The root for Alma, 'Itn, occurs twice in the Old Testament (1 Samuel 17:56 and 20:22) where it means “youth” or “lad.” Both occurrences use a common vowel pattern for nouns in Semitic languages (the pattern is called the segho- lateform). In 1 Samuel 17:56, because of its position in the sentence this word supplies the original vowel, the a of the katl form. Thus ‘Im would have been pronounced almu in proto-Semitic, exactly what would be required for the Book of Mormon form, Alma. (The final -u is the nominative singular masculine case ending. Long before the vowel markings were added to the Hebrew consonantal script of the Old Testament, such vowels had all but disappeared from spoken Hebrew. Even in the earliest Hebrew documents, when case endings theoretically might still have existed in spoken Hebrew, the script normally does not represent any vowels in the writing.)
The final -a of Alma probably represents a hypocoristic ending. This means that the name was shortened in antiquity as a form of endearment. At the same time, such hypocoristic endings commonly stood for the name of a deity in a drastically shortened form, most often a single final consonant, usually the letter aleph but also sometimes the letter he, as the Bar Kokhba letter has it. The significance of the name Alma becomes clear from its use as an epithet (a term used to characterize a person or thing) in one of the myth texts from Ugarit. Ugarit was a small city-state on the coast of Syria that flourished between about 1500 and 1200 B.C., the Late Bronze Age. The language spoken there was closely akin to Hebrew and shared with it many precise poetic structures and vocabulary. In one of the famous epics from Ugarit, a hero named KRT is called glm’l, “lad of [the god] El” (KTU 1.14.II.8— 9). (The initial sound g in this Ugaritic term is equivalent to aleph or ’ in Hebrew.) The Book of Mormon name Alma could be derived from this old Semitic expression, in which case it would mean just what the Ugaritic epithet meant, “lad of God,” a rather appropriate label for the two Book of Mormon prophets who bear this name.
Other etymologies are possible, though they are less likely. The Arabic root ‘aliuna/’ calima, “knowing, erudite; distinguished; chief, chieftain” (suggested by both Robert E Smith and John A. Tvedtnes) gives us plausible meanings.

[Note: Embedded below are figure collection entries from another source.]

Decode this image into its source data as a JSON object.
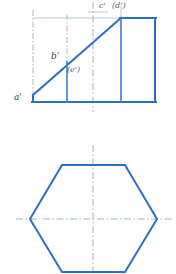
{
  "drawing": {
    "title": "Hexagonal prism truncated by inclined plane — orthographic projection",
    "colors": {
      "object_line": "#2E6FBF",
      "center_line": "#9FB3C8",
      "projection_line": "#B9C6D4",
      "label_text": "#2C3E50",
      "background": "#ffffff"
    },
    "front_view": {
      "name": "front-view",
      "labels": [
        {
          "id": "a-prime",
          "text": "a'",
          "x": 14,
          "y": 100
        },
        {
          "id": "b-prime",
          "text": "b'",
          "x": 51,
          "y": 59
        },
        {
          "id": "e-prime",
          "text": "(e')",
          "x": 67,
          "y": 72
        },
        {
          "id": "c-prime",
          "text": "c'",
          "x": 99,
          "y": 8
        },
        {
          "id": "d-prime",
          "text": "(d')",
          "x": 113,
          "y": 8
        }
      ],
      "outline": {
        "left": 33,
        "right": 155,
        "bottom": 102,
        "top": 18,
        "apex_left_y": 95,
        "apex_right_x": 121
      },
      "vertical_edges_x": [
        33,
        67,
        121,
        155
      ],
      "cut_line": {
        "x1": 33,
        "y1": 95,
        "x2": 121,
        "y2": 18
      }
    },
    "top_view": {
      "name": "top-view",
      "hexagon_points": "30,219 62,165 125,165 157,219 125,272 62,272",
      "center_x": 93,
      "center_y": 219
    },
    "center_lines": {
      "vertical_x": 93,
      "horizontal_y": 219
    }
  }
}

Also, }lm means “to bind” or “to be dumb” in Hebrew and could possibly mean, with a hypocoristic aleph ending, “He [God] is bound.” However this root is present in Hebrew only in two unusual verb forms, neither of which would allow the spelling as it appears in the Book of Mormon (of course, the Nephites may have come up with a variant spelling in the centuries between the departure from Jerusalem and Alma’s day.
Notes
- Hugh W. Nibley, review of Bar-Kochba, by Yigael Yadin, BYU Studies 14/1 (1973): 121.